Skip to main content Accessibility help
×
Hostname: page-component-586b7cd67f-2brh9 Total loading time: 0 Render date: 2024-11-24T02:59:52.875Z Has data issue: false hasContentIssue false

8 - Survival Struggles and Everyday Resistance

from Part II - Everyday Politics of Urban Labor

Published online by Cambridge University Press:  24 December 2021

Murat Metinsoy
Affiliation:
Istanbul Üniversitesi
Get access

Summary

This chapter deals with the struggles of urban laborers to reappropriate their overexploited labor in everyday life. The historical studies on working-class politics during the early republic focused on the organizational, ideological working-class movements, strikes and open protests, mostly by industrial workers. Therefore, what happened in everyday life and in other segments of the working class has been ignored. This chapter reveals the forms of laborers’ struggles to seek their rights, to minimize their losses and to maximize their gains. Their ways to struggle varied from petitioning, suing and changing jobs to violating workplace rules by slowing down on the job, working perfunctorily, reducing work productivity and engaging in workplace theft. This chapter shows how the artisans, as the most neglected group in the republican working-class history, instead of submitting to the industry and importation, struggled for survival. Moreover, it also shows how all of these small and daily behaviors led to bigger consequences, which alarmed both employers and the government, causing them to consider social measures to ensure a stable and productive working class.

Type
Chapter
Information
The Power of the People
Everyday Resistance and Dissent in the Making of Modern Turkey, 1923-38
, pp. 152 - 177
Publisher: Cambridge University Press
Print publication year: 2021

Access options

Get access to the full version of this content by using one of the access options below. (Log in options will check for institutional or personal access. Content may require purchase if you do not have access.)

Save book to Kindle

To save this book to your Kindle, first ensure [email protected] is added to your Approved Personal Document E-mail List under your Personal Document Settings on the Manage Your Content and Devices page of your Amazon account. Then enter the ‘name’ part of your Kindle email address below. Find out more about saving to your Kindle.

Note you can select to save to either the @free.kindle.com or @kindle.com variations. ‘@free.kindle.com’ emails are free but can only be saved to your device when it is connected to wi-fi. ‘@kindle.com’ emails can be delivered even when you are not connected to wi-fi, but note that service fees apply.

Find out more about the Kindle Personal Document Service.

Available formats
×

Save book to Dropbox

To save content items to your account, please confirm that you agree to abide by our usage policies. If this is the first time you use this feature, you will be asked to authorise Cambridge Core to connect with your account. Find out more about saving content to Dropbox.

Available formats
×

Save book to Google Drive

To save content items to your account, please confirm that you agree to abide by our usage policies. If this is the first time you use this feature, you will be asked to authorise Cambridge Core to connect with your account. Find out more about saving content to Google Drive.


Nothing in the records below should be altered in the copy, although the pictures must be left out.

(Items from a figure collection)
# # #

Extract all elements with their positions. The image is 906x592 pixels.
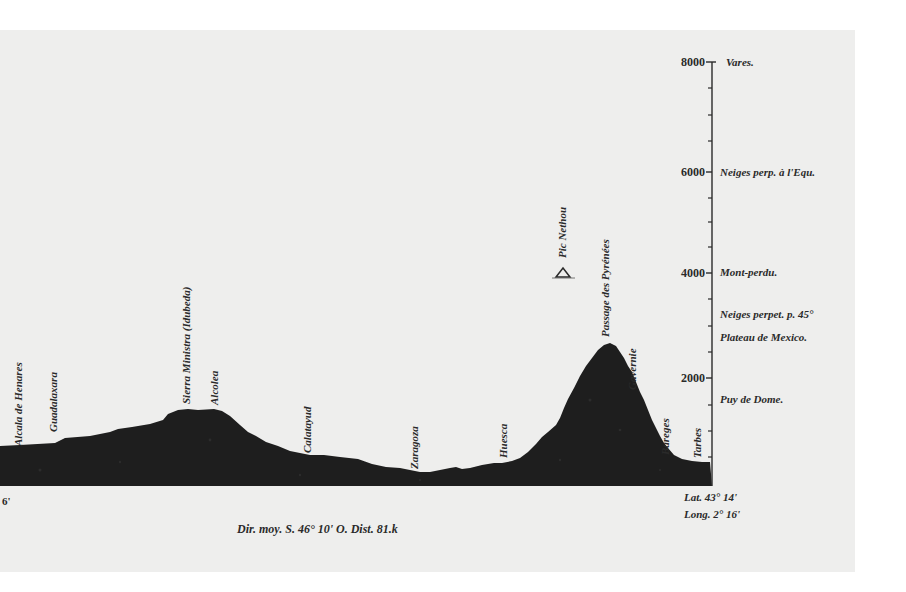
place-sierra-ministra: Sierra Ministra (Idubeda) [180, 287, 193, 404]
elevation-profile-diagram: 8000 6000 4000 2000 Vares. Neiges perp. … [0, 0, 906, 592]
axis-tick-2000: 2000 [681, 371, 712, 385]
place-pic-nethou: Pic Nethou [556, 207, 568, 258]
figure-caption: Dir. moy. S. 46° 10' O. Dist. 81.k [236, 522, 398, 536]
place-guadalaxara: Guadalaxara [47, 372, 59, 432]
ref-height-neiges-45: Neiges perpet. p. 45° [719, 308, 814, 320]
place-alcala-de-henares: Alcala de Henares [12, 362, 24, 447]
summit-triangle-icon [556, 268, 570, 277]
axis-label-6000: 6000 [681, 165, 705, 179]
place-huesca: Huesca [497, 423, 509, 459]
ref-height-plateau-mexico: Plateau de Mexico. [720, 331, 807, 343]
place-passage-des-pyrenees: Passage des Pyrénées [599, 239, 611, 337]
axis-tick-8000: 8000 [681, 55, 716, 69]
place-zaragoza: Zaragoza [408, 426, 420, 470]
place-calatayud: Calatayud [301, 406, 313, 453]
ref-height-puy-de-dome: Puy de Dome. [720, 393, 783, 405]
terrain-profile [0, 343, 712, 486]
place-alcolea: Alcolea [208, 370, 220, 406]
axis-tick-4000: 4000 [681, 266, 712, 280]
left-edge-mark: 6' [2, 495, 11, 507]
place-bareges: Bareges [659, 418, 671, 456]
axis-label-2000: 2000 [681, 371, 705, 385]
axis-tick-6000: 6000 [681, 165, 712, 179]
ref-height-neiges-equateur: Neiges perp. à l'Equ. [719, 166, 815, 178]
longitude-label: Long. 2° 16' [683, 508, 740, 520]
ref-height-mont-perdu: Mont-perdu. [719, 266, 777, 278]
ref-height-vares: Vares. [726, 56, 754, 68]
axis-label-8000: 8000 [681, 55, 705, 69]
place-tarbes: Tarbes [691, 428, 703, 458]
axis-label-4000: 4000 [681, 266, 705, 280]
latitude-label: Lat. 43° 14' [683, 491, 737, 503]
place-gavernie: Gavernie [626, 348, 638, 390]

# # #

**Reply**
Extract all elements with their positions. The image is 906x592 pixels.
place-sierra-ministra: Sierra Ministra (Idubeda) [180, 287, 193, 404]
elevation-profile-diagram: 8000 6000 4000 2000 Vares. Neiges perp. … [0, 0, 906, 592]
axis-tick-2000: 2000 [681, 371, 712, 385]
place-pic-nethou: Pic Nethou [556, 207, 568, 258]
figure-caption: Dir. moy. S. 46° 10' O. Dist. 81.k [236, 522, 398, 536]
place-guadalaxara: Guadalaxara [47, 372, 59, 432]
ref-height-neiges-45: Neiges perpet. p. 45° [719, 308, 814, 320]
place-alcala-de-henares: Alcala de Henares [12, 362, 24, 447]
summit-triangle-icon [556, 268, 570, 277]
axis-label-6000: 6000 [681, 165, 705, 179]
place-huesca: Huesca [497, 423, 509, 459]
ref-height-plateau-mexico: Plateau de Mexico. [720, 331, 807, 343]
place-passage-des-pyrenees: Passage des Pyrénées [599, 239, 611, 337]
axis-tick-8000: 8000 [681, 55, 716, 69]
place-zaragoza: Zaragoza [408, 426, 420, 470]
place-calatayud: Calatayud [301, 406, 313, 453]
ref-height-puy-de-dome: Puy de Dome. [720, 393, 783, 405]
terrain-profile [0, 343, 712, 486]
place-alcolea: Alcolea [208, 370, 220, 406]
axis-tick-4000: 4000 [681, 266, 712, 280]
left-edge-mark: 6' [2, 495, 11, 507]
place-bareges: Bareges [659, 418, 671, 456]
axis-label-2000: 2000 [681, 371, 705, 385]
axis-tick-6000: 6000 [681, 165, 712, 179]
ref-height-neiges-equateur: Neiges perp. à l'Equ. [719, 166, 815, 178]
longitude-label: Long. 2° 16' [683, 508, 740, 520]
ref-height-mont-perdu: Mont-perdu. [719, 266, 777, 278]
ref-height-vares: Vares. [726, 56, 754, 68]
axis-label-8000: 8000 [681, 55, 705, 69]
place-tarbes: Tarbes [691, 428, 703, 458]
axis-label-4000: 4000 [681, 266, 705, 280]
latitude-label: Lat. 43° 14' [683, 491, 737, 503]
place-gavernie: Gavernie [626, 348, 638, 390]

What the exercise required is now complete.